So Your Fic is Required Reading: Hahahanope

If no one points out the holes in your work, you don't improve, your ego inflates, and it's very likely you might delude yourself in the future (and turn out like EL James).

The massive error here is to assume that you, as a reader, have unique insight into the method with which the writer is planning their improvement (maybe they already are working with a beta-reader or editor that they trust. You are just a random person). And even whether this is a phase in their life during which they have time, mental energy and desire to work on improving.

There's a tendency to think, as a reader, "I spotted this flaw! I should let them know, so that they can improve! They should be grateful that I'm helping them out!" But consider some of the following:

  • Maybe your'e not the target audience. My fics are full of angst; non-fanfic readers will immediately notice long drawn-out emotional angst scenes and will complain about that. My target audience, though, loves that stuff.

  • Maybe your comments conflict wildly with other comments! I actually find comment sections to be practically useless for a source of critique, because every reader has a different take on things. For example I got these comments on my last fic: "Your Castiel is spot on and so in-characer", "Your Castiel is a out of character", "This fic is paced way too slow", "I really, really love the slow build". What on earth can I do with that?

  • Maybe they already have a chosen beta-reader or editor or even a teacher. My resolution to the above problem of wildly conflicting reader opinions is that I seek out particular people whose literary judgment I know and trust to give me feedback. As further background, I am also a musician and I've learned over time to pay no attention to critiques from random people, because I simply don't know if I can trust their judgment. They're random strnagers. I know nothing about them. Instead what I do to improve is seek out the very best people - the best musicians, the people with the best ear - and pay them to be my teacher. Those are the people I pay attention to. I ignore everybody else. I've done the same with dance, horseback riding, skiing, and now with writing. When I want improvement I go to the best expert I can find and work with them one-on-one and I open myself to them fully and try everything they suggeset. But I actually DON'T any longer pay attention to random critiques from total strangers.

  • Maybe they're in a phase of their life where they're just writing to get a mass of words on a page and are not in a self-improvement trajectory at the moment. Again using me as an example, I'm planning to work on improvement my writing technique later this summer, but this spring I'm just trying to finish up some stories that I've promised to my readers.

  • Maybe they could have made it better if they'd just had more friggin TIME! This is a huge one for me!! Fanfic writers are writer who are squeezing it on part-time around another job. I often have to post chapters in a huge, huge hurry squeezed around an extremely busy job (which I am now late for, lol) because I promised my readers updates on a certain day and I have a thing about not missing update deadlines. I often know exactly what the flaws in the work are - sometimes I'll even warn my readers "it's 3am, this chapter has flaws XYZ but I'm out of time so here it is".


> **Exercise prompt**:
Would you mind restating all of the records word for word, skipping the pictures?

Component data from apps and pages

════════════════

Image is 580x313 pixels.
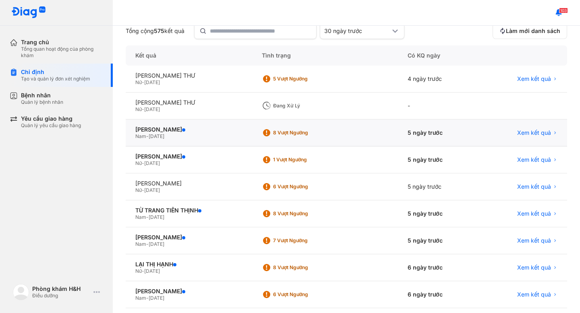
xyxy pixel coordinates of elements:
div: 6 Vượt ngưỡng [273,184,337,190]
span: Xem kết quả [517,264,551,271]
span: - [142,268,144,274]
span: Xem kết quả [517,237,551,244]
span: Xem kết quả [517,210,551,217]
img: logo [13,284,29,300]
span: Nữ [135,79,142,85]
div: 5 Vượt ngưỡng [273,76,337,82]
div: Chỉ định [21,68,90,76]
span: Xem kết quả [517,291,551,298]
div: 30 ngày trước [324,27,390,35]
div: 5 ngày trước [398,174,478,201]
span: [DATE] [144,79,160,85]
div: Quản lý bệnh nhân [21,99,63,105]
span: Nam [135,214,146,220]
span: Nam [135,295,146,301]
span: 103 [559,8,568,13]
span: Nam [135,133,146,139]
div: Đang xử lý [273,103,337,109]
span: - [142,160,144,166]
div: 5 ngày trước [398,201,478,227]
div: 5 ngày trước [398,120,478,147]
span: [DATE] [149,214,164,220]
span: - [146,214,149,220]
div: 7 Vượt ngưỡng [273,238,337,244]
span: Làm mới danh sách [506,27,560,35]
span: Nữ [135,160,142,166]
div: Phòng khám H&H [32,285,90,293]
div: 8 Vượt ngưỡng [273,211,337,217]
span: [DATE] [144,106,160,112]
div: TỪ TRANG TIẾN THỊNH [135,207,242,214]
div: 6 Vượt ngưỡng [273,292,337,298]
div: 6 ngày trước [398,281,478,308]
div: 8 Vượt ngưỡng [273,265,337,271]
div: Có KQ ngày [398,45,478,66]
div: Quản lý yêu cầu giao hàng [21,122,81,129]
span: Nam [135,241,146,247]
span: Nữ [135,106,142,112]
span: Xem kết quả [517,129,551,136]
div: [PERSON_NAME] [135,288,242,295]
div: Bệnh nhân [21,92,63,99]
button: Làm mới danh sách [492,23,567,39]
div: Tổng cộng kết quả [126,27,184,35]
div: [PERSON_NAME] [135,234,242,241]
div: 5 ngày trước [398,147,478,174]
div: Kết quả [126,45,252,66]
span: Xem kết quả [517,156,551,163]
div: [PERSON_NAME] [135,180,242,187]
div: [PERSON_NAME] THƯ [135,99,242,106]
div: Tình trạng [252,45,398,66]
span: [DATE] [149,295,164,301]
span: [DATE] [144,160,160,166]
span: - [142,106,144,112]
span: - [146,295,149,301]
div: LẠI THỊ HẠNH [135,261,242,268]
span: [DATE] [149,133,164,139]
div: Điều dưỡng [32,293,90,299]
div: - [398,93,478,120]
span: Xem kết quả [517,183,551,190]
div: [PERSON_NAME] [135,153,242,160]
span: Nữ [135,187,142,193]
span: - [146,241,149,247]
div: 1 Vượt ngưỡng [273,157,337,163]
div: 5 ngày trước [398,227,478,254]
span: - [142,187,144,193]
div: 6 ngày trước [398,254,478,281]
img: logo [11,6,46,19]
span: Xem kết quả [517,75,551,83]
div: Trang chủ [21,39,103,46]
div: [PERSON_NAME] [135,126,242,133]
span: [DATE] [144,187,160,193]
span: - [142,79,144,85]
span: Nữ [135,268,142,274]
div: 4 ngày trước [398,66,478,93]
div: Tổng quan hoạt động của phòng khám [21,46,103,59]
div: Yêu cầu giao hàng [21,115,81,122]
span: - [146,133,149,139]
div: 8 Vượt ngưỡng [273,130,337,136]
div: [PERSON_NAME] THƯ [135,72,242,79]
span: [DATE] [149,241,164,247]
span: [DATE] [144,268,160,274]
div: Tạo và quản lý đơn xét nghiệm [21,76,90,82]
span: 575 [154,27,164,34]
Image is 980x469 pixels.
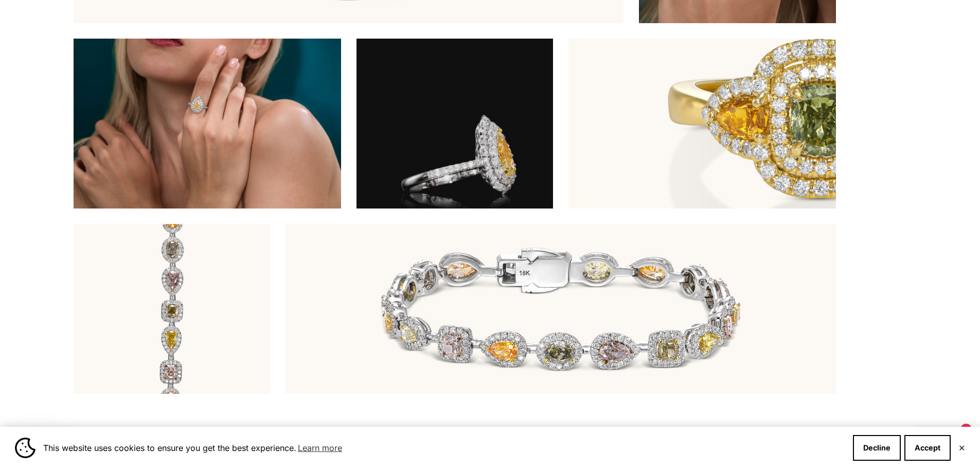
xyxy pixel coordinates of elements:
[904,435,950,460] button: Accept
[15,437,35,458] img: Cookie banner
[43,440,844,455] span: This website uses cookies to ensure you get the best experience.
[958,445,965,451] button: Close
[853,435,900,460] button: Decline
[296,440,344,455] a: Learn more
[357,39,553,208] a: #YellowGold #WhiteGold #RoseGold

════════════════

> **Written answer**:
Image is 580x313 pixels.
xyxy pixel coordinates of elements:
div: 6 Vượt ngưỡng [273,184,337,190]
span: Xem kết quả [517,264,551,271]
span: - [142,268,144,274]
span: Xem kết quả [517,237,551,244]
span: Xem kết quả [517,210,551,217]
img: logo [13,284,29,300]
span: Nữ [135,79,142,85]
div: 5 Vượt ngưỡng [273,76,337,82]
div: Chỉ định [21,68,90,76]
span: Xem kết quả [517,291,551,298]
div: 30 ngày trước [324,27,390,35]
div: 5 ngày trước [398,174,478,201]
span: [DATE] [144,79,160,85]
div: Quản lý bệnh nhân [21,99,63,105]
span: Nam [135,214,146,220]
span: Nam [135,295,146,301]
span: 103 [559,8,568,13]
span: Nam [135,133,146,139]
div: Đang xử lý [273,103,337,109]
span: - [142,160,144,166]
div: 5 ngày trước [398,201,478,227]
div: 5 ngày trước [398,120,478,147]
span: [DATE] [149,214,164,220]
span: - [146,214,149,220]
div: 7 Vượt ngưỡng [273,238,337,244]
span: Làm mới danh sách [506,27,560,35]
span: Nữ [135,160,142,166]
div: Phòng khám H&H [32,285,90,293]
div: 8 Vượt ngưỡng [273,211,337,217]
span: [DATE] [144,106,160,112]
div: TỪ TRANG TIẾN THỊNH [135,207,242,214]
div: 6 Vượt ngưỡng [273,292,337,298]
div: 6 ngày trước [398,281,478,308]
div: 8 Vượt ngưỡng [273,265,337,271]
div: Có KQ ngày [398,45,478,66]
div: Quản lý yêu cầu giao hàng [21,122,81,129]
span: Nam [135,241,146,247]
span: Nữ [135,106,142,112]
span: Xem kết quả [517,129,551,136]
div: [PERSON_NAME] [135,288,242,295]
div: Bệnh nhân [21,92,63,99]
button: Làm mới danh sách [492,23,567,39]
div: Tổng cộng kết quả [126,27,184,35]
div: [PERSON_NAME] [135,234,242,241]
div: 5 ngày trước [398,147,478,174]
div: Kết quả [126,45,252,66]
span: Xem kết quả [517,156,551,163]
div: [PERSON_NAME] [135,180,242,187]
div: [PERSON_NAME] THƯ [135,99,242,106]
div: Tình trạng [252,45,398,66]
span: [DATE] [149,295,164,301]
span: [DATE] [144,160,160,166]
span: - [142,106,144,112]
span: - [146,295,149,301]
div: LẠI THỊ HẠNH [135,261,242,268]
span: [DATE] [149,133,164,139]
div: Điều dưỡng [32,293,90,299]
div: - [398,93,478,120]
span: Xem kết quả [517,183,551,190]
div: [PERSON_NAME] [135,153,242,160]
span: Nữ [135,187,142,193]
span: - [146,241,149,247]
div: 1 Vượt ngưỡng [273,157,337,163]
div: 5 ngày trước [398,227,478,254]
span: - [142,187,144,193]
div: 6 ngày trước [398,254,478,281]
img: logo [11,6,46,19]
span: Xem kết quả [517,75,551,83]
div: Trang chủ [21,39,103,46]
div: [PERSON_NAME] [135,126,242,133]
span: [DATE] [144,187,160,193]
span: - [142,79,144,85]
span: Nữ [135,268,142,274]
div: 4 ngày trước [398,66,478,93]
div: Tổng quan hoạt động của phòng khám [21,46,103,59]
div: Yêu cầu giao hàng [21,115,81,122]
span: - [146,133,149,139]
div: 8 Vượt ngưỡng [273,130,337,136]
div: [PERSON_NAME] THƯ [135,72,242,79]
span: [DATE] [149,241,164,247]
span: [DATE] [144,268,160,274]
div: Tạo và quản lý đơn xét nghiệm [21,76,90,82]
span: 575 [154,27,164,34]
Image is 980x469 pixels.
xyxy pixel coordinates of elements:
[904,435,950,460] button: Accept
[15,437,35,458] img: Cookie banner
[43,440,844,455] span: This website uses cookies to ensure you get the best experience.
[958,445,965,451] button: Close
[853,435,900,460] button: Decline
[296,440,344,455] a: Learn more
[357,39,553,208] a: #YellowGold #WhiteGold #RoseGold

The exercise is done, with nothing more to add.